Fuel-Loaded Mars Probe May Crash Back to Earth
A Russian space probe that was intended to land on a Martian moon has been circling the Earth after equipment failure Wednesday and experts say the craft could become the most dangerous manmade object to ever hit the planet.
Scientists at the Russian-leased Baikonur cosmodrome in Kazakhstan are racing to fire up an engine that will keep the probe on track, or risk that it will come crashing down just after midnight on Wednesday.
BBC News reported that the Russian Space Agency said the engine failed to start and that engineers have only three days to correct the problem before the batteries on the probe run out.
"We have three days while the batteries are still working," Roscosmos chief Vladimir Popovkin told the AP.
"I would not say it's a failure. It's a non-standard situation but it is a working situation."
Space engineers have to reset the spacecraft’s computer program to make it work before its batteries die, the AP reported.
The Phobos Ground probe was launched successfully by a Zenit-2 booster but did not continue its route to Mars and has been circling the earth since.
The $170 million Phobos-Ground craft, manufactured by the Moscow based NPO Lavochkin, was set out to orbit around Mars, land a probe on Mars’ largest moon, Phobos, and collect soil, being the first to ever collect and bring back samples of the alien satellite.
However dttaRussia has not had a successful planetary mission since the fall of the Soviet Union.
As reported in the AP, “the mishap is the latest in a series of recent launch failures that have raised concerns about the condition of Russia's space industries. The Russian space agency said it will establish its own quality inspection teams at rocket factories to tighten oversight over production quality.”
In 1996 Russia’s robotic mission to Mars which included a probe crashed shortly after its launch due to engine failure.
But James Oberg, NASA veteran and space consultant, told the AP that it’s still possible to regain control over the space probe and sending it on its original planned path.

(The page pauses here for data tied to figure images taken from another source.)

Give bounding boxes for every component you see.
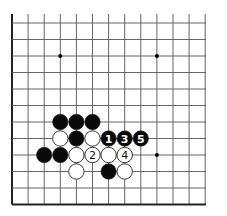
go-board: 13524	[0, 0, 227, 216]
move-number-label: 2	[89, 149, 96, 162]
star-point	[58, 54, 62, 58]
black-stone-1: 1	[101, 131, 116, 146]
black-stone-3: 3	[117, 131, 132, 146]
move-number-label: 3	[121, 133, 129, 146]
star-point	[155, 54, 159, 58]
black-stone	[53, 114, 68, 129]
stone-circle	[85, 114, 100, 129]
stone-circle	[101, 147, 116, 162]
stone-circle	[69, 147, 84, 162]
stone-circle	[117, 164, 132, 179]
stone-circle	[69, 164, 84, 179]
move-number-label: 5	[137, 133, 145, 146]
white-stone-4: 4	[117, 147, 132, 162]
stone-circle	[69, 131, 84, 146]
white-stone	[101, 147, 116, 162]
black-stone	[101, 164, 116, 179]
white-stone	[69, 164, 84, 179]
stone-circle	[69, 114, 84, 129]
stone-circle	[101, 164, 116, 179]
stone-circle	[37, 147, 52, 162]
move-number-label: 1	[105, 133, 113, 146]
white-stone	[117, 164, 132, 179]
black-stone	[37, 147, 52, 162]
black-stone	[69, 131, 84, 146]
stone-circle	[53, 131, 68, 146]
black-stone-5: 5	[133, 131, 148, 146]
stone-circle	[53, 114, 68, 129]
white-stone-2: 2	[85, 147, 100, 162]
white-stone	[53, 131, 68, 146]
star-point	[155, 153, 159, 157]
stone-circle	[85, 131, 100, 146]
black-stone	[53, 147, 68, 162]
white-stone	[69, 147, 84, 162]
move-number-label: 4	[121, 149, 128, 162]
stone-circle	[53, 147, 68, 162]
black-stone	[85, 114, 100, 129]
black-stone	[69, 114, 84, 129]
white-stone	[85, 131, 100, 146]
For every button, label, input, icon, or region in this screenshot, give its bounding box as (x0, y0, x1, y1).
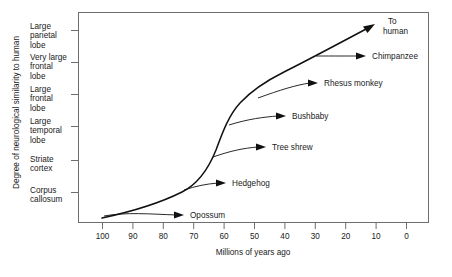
annotation-bushbaby: Bushbaby (229, 112, 329, 125)
x-tick-text-70: 70 (189, 232, 199, 241)
chimpanzee-arrowhead (356, 53, 366, 60)
to-human-label-line1: To (388, 17, 397, 26)
x-tick-text-30: 30 (311, 232, 321, 241)
rhesus-monkey-arrowhead (308, 80, 318, 87)
x-tick-text-100: 100 (96, 232, 110, 241)
plot-frame (79, 13, 429, 223)
hedgehog-arrowhead (216, 180, 226, 187)
x-axis-ticks (103, 223, 407, 230)
x-tick-text-60: 60 (220, 232, 230, 241)
tree-shrew-leader-line (213, 147, 258, 157)
x-tick-text-0: 0 (404, 232, 409, 241)
x-tick-text-40: 40 (280, 232, 290, 241)
to-human-label-line2: human (383, 27, 408, 36)
hedgehog-label: Hedgehog (232, 179, 270, 188)
annotation-tree-shrew: Tree shrew (213, 143, 313, 157)
rhesus-monkey-label: Rhesus monkey (324, 79, 384, 88)
annotation-rhesus-monkey: Rhesus monkey (258, 79, 384, 98)
opossum-label: Opossum (190, 211, 225, 220)
evolution-neurological-similarity-chart: Degree of neurological similarity to hum… (0, 0, 452, 277)
x-axis-tick-labels: 100 90 80 70 60 50 40 30 20 10 0 (96, 232, 410, 241)
x-tick-text-10: 10 (372, 232, 382, 241)
x-tick-text-20: 20 (341, 232, 351, 241)
x-tick-text-50: 50 (250, 232, 260, 241)
annotation-to-human: To human (383, 17, 408, 36)
annotation-chimpanzee: Chimpanzee (316, 52, 418, 61)
bushbaby-label: Bushbaby (292, 112, 329, 121)
tree-shrew-arrowhead (256, 144, 266, 151)
y-axis-ticks (71, 31, 79, 193)
x-tick-text-90: 90 (128, 232, 138, 241)
curve-arrowhead (363, 24, 375, 33)
chimpanzee-label: Chimpanzee (372, 52, 418, 61)
plot-area: 100 90 80 70 60 50 40 30 20 10 0 Opossum… (0, 0, 452, 277)
annotation-opossum: Opossum (104, 211, 225, 220)
hedgehog-leader-line (184, 183, 218, 190)
tree-shrew-label: Tree shrew (272, 143, 313, 152)
rhesus-monkey-leader-line (258, 83, 310, 98)
bushbaby-leader-line (229, 116, 278, 125)
opossum-arrowhead (174, 212, 184, 219)
bushbaby-arrowhead (276, 113, 286, 120)
x-tick-text-80: 80 (159, 232, 169, 241)
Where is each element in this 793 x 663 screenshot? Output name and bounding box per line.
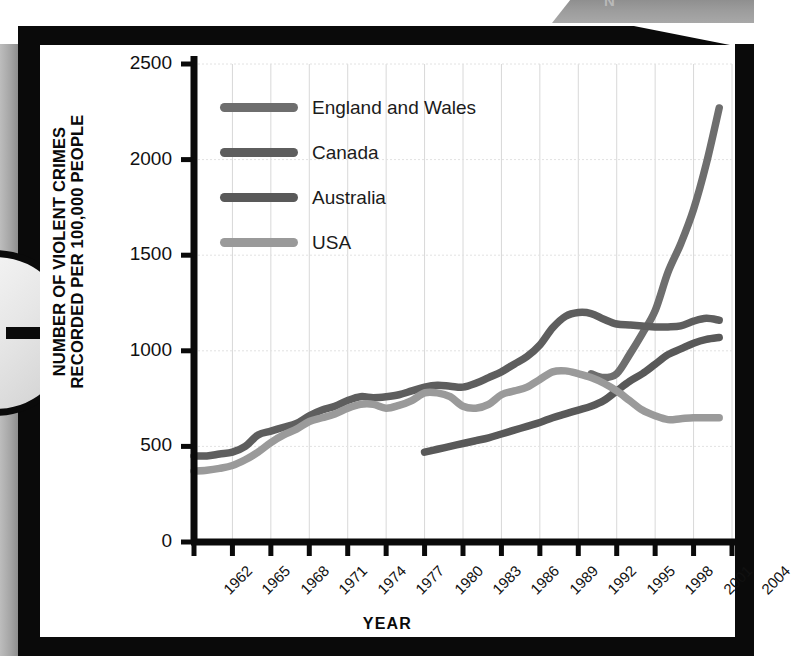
x-axis-title: YEAR <box>40 615 735 633</box>
y-axis-tick-label: 2000 <box>102 148 172 170</box>
legend-item: Australia <box>220 175 476 220</box>
y-axis-tick-label: 500 <box>102 434 172 456</box>
legend-label: England and Wales <box>312 97 476 119</box>
y-axis-tick-label: 0 <box>102 530 172 552</box>
y-axis-tick-label: 1000 <box>102 339 172 361</box>
legend-swatch <box>220 148 298 157</box>
frame-right-bar <box>735 44 754 644</box>
legend-label: Canada <box>312 142 379 164</box>
legend-item: Canada <box>220 130 476 175</box>
y-axis-tick-label: 1500 <box>102 243 172 265</box>
frame-top-bar <box>18 26 730 45</box>
legend-swatch <box>220 103 298 112</box>
legend-label: Australia <box>312 187 386 209</box>
y-axis-tick-label: 2500 <box>102 52 172 74</box>
legend-item: USA <box>220 220 476 265</box>
legend-swatch <box>220 238 298 247</box>
legend-label: USA <box>312 232 351 254</box>
x-axis-tick-label: 2004 <box>758 562 793 598</box>
frame-bottom-bar <box>18 637 754 656</box>
legend-swatch <box>220 193 298 202</box>
chart-legend: England and WalesCanadaAustraliaUSA <box>220 85 476 265</box>
legend-item: England and Wales <box>220 85 476 130</box>
top-right-tab-label: N <box>604 0 615 9</box>
chart-container: NUMBER OF VIOLENT CRIMES RECORDED PER 10… <box>40 45 735 637</box>
top-right-tab: N <box>552 0 754 23</box>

"With several days of battery power, and with the probe's orbit slowly twisting out of the optimal alignment with the desired path towards Mars, the race is on to regain control, diagnose the potential computer code flaws, and send up emergency rocket engine control commands," Oberg said in an email to The Associated Press. "Depending on the actual root of the failure, this is not an impossible challenge."
However, if the controllers fail to regain control over the 14.6 ton spacecraft, Oberg told the AP that the tons of highly toxic fuel it carries would make it the most dangerous manmade object to ever fall from orbit.
"About seven tons of nitrogen teroxide and hydrazine, which could freeze before ultimately entering, will make it the most toxic falling satellite ever," he told the AP. "What was billed as the heaviest interplanetary probe ever may become one of the heaviest space derelicts to ever fall back to Earth out of control, an unenviable record."